Domestic demand (99.9% of GDP): -17.7% change.
(d) Exports of g&s (45.5% of GDP): Ceteris paribus, a downsizing
by 13.5% of sectors representing 61% of the Cypriot economy’s
GVA would result in a reduction of exports by 8.2%. With flat
ULC (i.e. no competitiveness gains) and only marginal increase
in international demand (due to near stagnation in EU27 and
sluggish growth projected for SE Europe, Cyprus’ main export
markets), we pencil a real reduction of exports by -7.5%.
(e) Imports of g&s (45.4% of GDP): given that imports comprise,
to a large extent, consumer goods of high income elasticity and
investment goods, we calculate an income elasticity of imports
of 1.2. Hence, a 17% reduction of real disposable income
calculated above implies a 20.4% real reduction of imports.
A2. Adverse Scenario for 2013 Real GDP growth
A number of downside risks to the main scenario for 2013 exist:
1. Worse domestic credit conditions, causing further
deterioration of confidence in the banking system. A credit
crunch could magnify the contractionary effect beyond the
amount already accounted for by the spill over to sectors
related to the financial sector.
Household and corporate defaults propagating through the
economy: further banking sector losses, worsening of labour
market conditions, stronger than expected fall in house prices
and a prolonged loss of business and consumer confidence.
Difficulty in removing temporary capital controls and
disruptions due to uncertainty hurting international capital
flows; this could further reduce business volumes in both
domestic and internationally oriented companies. This is
extremely difficult to quantify.
A scenario of a combined shock could be described as following:
(a). Deleveraging and defaults cause net nominal disposable
income in 2013 to shrink by 20% (instead of 17% in the baseline
scenario) and exports to shrink by 10% (instead of 7.5% in the
baseline scenario)
(b). Capital controls cause the loss of 20 days of GDP; i.e. a
further 6.5% of net nominal disposable income and,
correspondingly, a further 5.5% of exports. Then private
consumption would shrink by 26.5%, imports by 31.8%, exports
by 15.5%. In total, GDP would contract in 2013 by -16.7%.

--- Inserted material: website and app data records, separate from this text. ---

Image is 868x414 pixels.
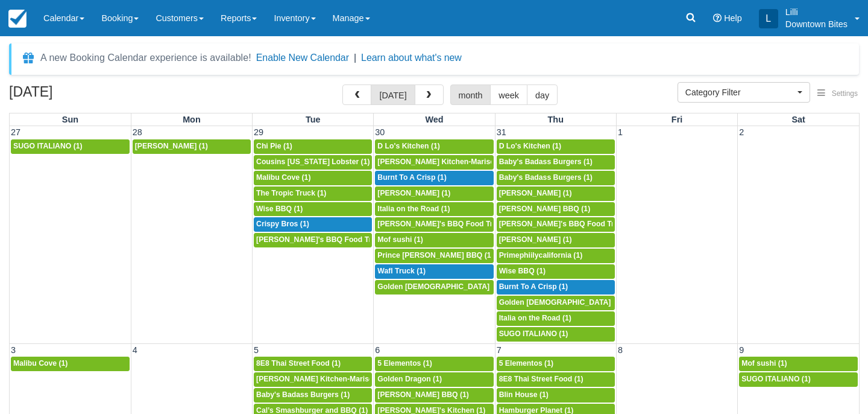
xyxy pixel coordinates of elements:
span: Italia on the Road (1) [378,204,450,213]
p: Lilli [786,6,847,18]
div: L [759,9,779,28]
a: [PERSON_NAME] (1) [375,186,493,201]
img: checkfront-main-nav-mini-logo.png [9,9,27,27]
span: [PERSON_NAME] Kitchen-Mariscos Arenita (1) [378,157,541,166]
a: Baby's Badass Burgers (1) [497,155,615,169]
a: Burnt To A Crisp (1) [497,280,615,295]
span: Malibu Cove (1) [13,359,68,368]
a: D Lo's Kitchen (1) [375,139,493,154]
a: [PERSON_NAME] Kitchen-Mariscos Arenita (1) [375,155,493,169]
span: Prince [PERSON_NAME] BBQ (1) [378,251,493,259]
span: [PERSON_NAME] (1) [378,189,451,198]
span: [PERSON_NAME] BBQ (1) [378,390,469,399]
span: SUGO ITALIANO (1) [499,329,568,338]
span: Golden [DEMOGRAPHIC_DATA] (1) [378,283,501,290]
span: 5 Elementos (1) [378,359,432,368]
a: [PERSON_NAME] BBQ (1) [375,388,493,402]
a: 8E8 Thai Street Food (1) [497,372,615,387]
a: [PERSON_NAME] (1) [133,139,251,154]
a: [PERSON_NAME]'s BBQ Food Truck (1) [375,217,493,232]
span: 5 Elementos (1) [499,359,554,368]
i: Help [713,14,722,22]
span: 8 [616,345,624,355]
button: Category Filter [677,82,810,102]
button: Settings [810,85,865,102]
span: Help [724,13,743,23]
a: 5 Elementos (1) [497,356,615,371]
a: Cousins [US_STATE] Lobster (1) [254,155,372,169]
span: Baby's Badass Burgers (1) [256,390,349,399]
span: SUGO ITALIANO (1) [13,142,82,150]
a: Malibu Cove (1) [254,171,372,186]
span: Sat [792,114,805,125]
div: A new Booking Calendar experience is available! [40,51,252,65]
a: Burnt To A Crisp (1) [375,171,493,186]
span: 30 [373,127,385,137]
span: [PERSON_NAME] Kitchen-Mariscos Arenita (1) [256,374,420,383]
a: Golden [DEMOGRAPHIC_DATA] (1) [375,280,493,295]
span: [PERSON_NAME] (1) [135,142,208,150]
button: month [451,84,491,105]
span: SUGO ITALIANO (1) [742,374,811,383]
a: [PERSON_NAME] (1) [497,233,615,247]
span: Burnt To A Crisp (1) [499,283,568,290]
button: week [490,84,527,105]
span: Wafl Truck (1) [378,266,426,275]
span: Golden Dragon (1) [378,374,442,383]
span: D Lo's Kitchen (1) [499,142,562,150]
a: [PERSON_NAME]'s BBQ Food Truck (1) [254,233,372,247]
span: Golden [DEMOGRAPHIC_DATA] (1) [499,298,622,307]
a: Wise BBQ (1) [254,202,372,216]
a: Prince [PERSON_NAME] BBQ (1) [375,248,493,263]
span: Mof sushi (1) [378,235,422,244]
a: Malibu Cove (1) [11,356,130,371]
p: Downtown Bites [786,18,847,30]
a: Baby's Badass Burgers (1) [254,388,372,402]
span: 2 [738,127,745,137]
a: Wafl Truck (1) [375,265,493,278]
span: Tue [306,114,321,125]
a: Italia on the Road (1) [497,311,615,326]
span: Category Filter [685,86,795,98]
a: [PERSON_NAME]'s BBQ Food Truck (1) [497,217,615,232]
span: Settings [832,89,858,98]
span: 27 [9,127,21,137]
a: [PERSON_NAME] Kitchen-Mariscos Arenita (1) [254,372,372,387]
span: 31 [495,127,507,137]
span: Wise BBQ (1) [256,204,303,213]
a: Italia on the Road (1) [375,202,493,216]
button: [DATE] [371,84,415,105]
a: Chi Pie (1) [254,139,372,154]
span: [PERSON_NAME]'s BBQ Food Truck (1) [499,220,639,228]
a: SUGO ITALIANO (1) [497,327,615,341]
span: Fri [671,114,683,125]
span: 6 [373,345,381,355]
span: Sun [62,114,78,125]
a: Wise BBQ (1) [497,265,615,278]
span: The Tropic Truck (1) [256,189,326,198]
a: Golden Dragon (1) [375,372,493,387]
a: D Lo's Kitchen (1) [497,139,615,154]
span: [PERSON_NAME]'s BBQ Food Truck (1) [256,235,396,244]
span: 28 [131,127,143,137]
a: Mof sushi (1) [739,356,858,371]
a: SUGO ITALIANO (1) [739,372,858,387]
span: D Lo's Kitchen (1) [378,142,440,150]
span: | [354,52,356,63]
span: Mon [183,114,201,125]
span: [PERSON_NAME] BBQ (1) [499,204,591,213]
a: Golden [DEMOGRAPHIC_DATA] (1) [497,295,615,310]
a: SUGO ITALIANO (1) [11,139,130,154]
span: Chi Pie (1) [256,142,293,150]
a: 5 Elementos (1) [375,356,493,371]
h2: [DATE] [9,84,161,107]
a: Mof sushi (1) [375,233,493,247]
button: day [527,84,558,105]
a: Crispy Bros (1) [254,217,372,232]
a: Blin House (1) [497,388,615,402]
span: Malibu Cove (1) [256,174,311,181]
span: 5 [252,345,260,355]
span: Burnt To A Crisp (1) [378,174,446,181]
span: 9 [738,345,745,355]
span: [PERSON_NAME] (1) [499,189,572,198]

A better-than-the-baseline scenario would involve, according
to the MoU, higher investment activity in the energy sector and
improvements in the external outlook, should the Euroarea
economic activity strengthen beyond expected. However, the
former is a longer-term factor and the latter seems unlikely at
the current conjecture; the MoU itself admits that the chances of
a better scenario materializing are considerably slimmer.
B. Baseline Real GDP growth forecast for 2014 (-4.7%)
Evolution of GDP Components
(b) Private consumption (62.2%of GDP): above
mentioned calculations imply that GDP at end 2013
will be ca €16bn and net nominal disposable income
will be ca €12.8bn.
Strong contractionary impacts on economic activity and
incomes will continue to be at play in 2014. With the same logic
as for 2013:
1. Restructuring of the banking sector: as calculated
above, bank assets in Cyprus at end 2013 will be
€62.7bn and these have to be reduced to €49,9bn by
2017. We assume half of it will be achieved in 2014, i.e.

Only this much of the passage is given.